I will eventually get caught up, but it's going to take a while. I should hopefully be able to start working on 8.2 sometime soon and I'll try to get that out as soon as possible.thanks for the translate i do hope we can catch up with the others
That's wonderful to hearI will eventually get caught up, but it's going to take a while. I should hopefully be able to start working on 8.2 sometime soon and I'll try to get that out as soon as possible.
It's basically what she says. 「わ。。。分かったよ」literally means something like "I-I understand" or "Got it" or "Fine," but in English I figured "O-okay" would sound more natural in a conversation.Who texts “O-OKAY”?!?
(I actually saw an old comic book from the '50s in which someone was killed while writing a letter, and wrote “AAAAAAA”; and of course Monty Python and the Holy Grail later used this idea as a joke.)
And who the f_ck would text 「わ。。。分かったよ」, with that 「。。。」, except ironically?!? Whether more natural or less natural than “I-I understand”, nothing here is natural.It's basically what she says. 「わ。。。分かったよ」literally means something like "I-I understand" or "Got it" or "Fine," but in English I figured "O-okay" would sound more natural in a conversation.
Me 🖐️Who texts “O-OKAY”?!?
And would the character in this story plausibly seek to convey verbal stumbling in this context?Me 🖐️
In casual texts with friends, I will recreate pretty much any speech pattern I would use in person. It doesn't strike me as being much weirder than the extra keystrokes one would use to do things like italicize, bold, or add extra letters when you reeeeeally want to say something a particular way to express your voice!
She's a teenager; I've seen younger people do it literally all the time. It's really not that uncommon.And would the character in this story plausibly seek to convey verbal stumbling in this context?
A friend she hangs out with regularly texted to demand to be let over to her house. She's a pushover and can't think of a good excuse to refuse her pushy friend, but she still feels indignant about it... to me, something like "o-okay, geez! all you had to do was ask..." feels very appropriate, yeahAnd would the character in this story plausibly seek to convey verbal stumbling in this context?
You seem not to know what that word means.literally
My question was explicitly about the character in the context shown; not about just someone in just any context.She's a teenager; I've seen younger people do it literally all the time. It's really not that uncommon.
Stumbling and indignance are very different things. I'm not challenging the idea that she would seek to convey annoyance or indignance, nor that she would struggle for words, but that she would seek to convey stumbling in this context.A friend she hangs out with regularly texted to demand to be let over to her house. She's a pushover and can't think of a good excuse to refuse her pushy friend, but she still feels indignant about it... to me, something like "o-okay, geez! all you had to do was ask..." feels very appropriate, yeah
I could see the argument going both ways.Stumbling and indignance are very different things. I'm not challenging the idea that she would seek to convey annoyance or indignance, nor that she would struggle for words, but that she would seek to convey stumbling in this context.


(YOUR INSTRUCTIONS)
Scan the listing for the word "will", and copy out each line where it is found.

(DATA EXCERPTS)
[Start of Attachment]

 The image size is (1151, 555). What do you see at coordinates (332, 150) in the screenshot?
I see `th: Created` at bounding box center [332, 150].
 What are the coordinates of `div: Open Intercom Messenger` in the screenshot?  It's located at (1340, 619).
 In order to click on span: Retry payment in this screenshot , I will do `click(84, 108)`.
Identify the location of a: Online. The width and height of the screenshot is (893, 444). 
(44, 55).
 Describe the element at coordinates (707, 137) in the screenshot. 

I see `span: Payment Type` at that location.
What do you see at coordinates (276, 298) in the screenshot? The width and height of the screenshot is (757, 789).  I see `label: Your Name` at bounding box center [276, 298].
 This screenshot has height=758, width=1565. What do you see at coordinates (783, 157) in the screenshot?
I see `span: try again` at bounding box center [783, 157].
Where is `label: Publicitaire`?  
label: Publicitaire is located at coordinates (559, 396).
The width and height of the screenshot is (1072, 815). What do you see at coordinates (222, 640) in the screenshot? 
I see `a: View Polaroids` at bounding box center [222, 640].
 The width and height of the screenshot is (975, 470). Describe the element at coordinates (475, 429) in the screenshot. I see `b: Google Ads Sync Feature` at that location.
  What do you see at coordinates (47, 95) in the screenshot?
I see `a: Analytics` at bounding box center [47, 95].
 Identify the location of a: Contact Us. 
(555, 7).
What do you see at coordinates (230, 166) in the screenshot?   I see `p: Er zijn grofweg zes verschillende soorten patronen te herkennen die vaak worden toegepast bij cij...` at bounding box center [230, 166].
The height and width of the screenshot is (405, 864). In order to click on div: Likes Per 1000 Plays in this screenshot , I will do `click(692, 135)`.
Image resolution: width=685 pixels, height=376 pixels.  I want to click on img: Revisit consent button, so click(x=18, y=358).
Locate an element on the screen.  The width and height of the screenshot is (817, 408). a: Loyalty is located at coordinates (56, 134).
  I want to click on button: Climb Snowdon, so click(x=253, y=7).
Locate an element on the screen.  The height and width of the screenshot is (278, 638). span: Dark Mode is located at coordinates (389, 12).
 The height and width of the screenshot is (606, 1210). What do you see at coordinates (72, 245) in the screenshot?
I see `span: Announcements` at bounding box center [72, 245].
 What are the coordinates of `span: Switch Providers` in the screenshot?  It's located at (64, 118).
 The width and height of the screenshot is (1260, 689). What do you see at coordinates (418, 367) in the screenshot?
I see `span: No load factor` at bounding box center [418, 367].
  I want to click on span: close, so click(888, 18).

[End of Attachment]

(TASK ANSWER)
 In order to click on span: Retry payment in this screenshot , I will do `click(84, 108)`.
The height and width of the screenshot is (405, 864). In order to click on div: Likes Per 1000 Plays in this screenshot , I will do `click(692, 135)`.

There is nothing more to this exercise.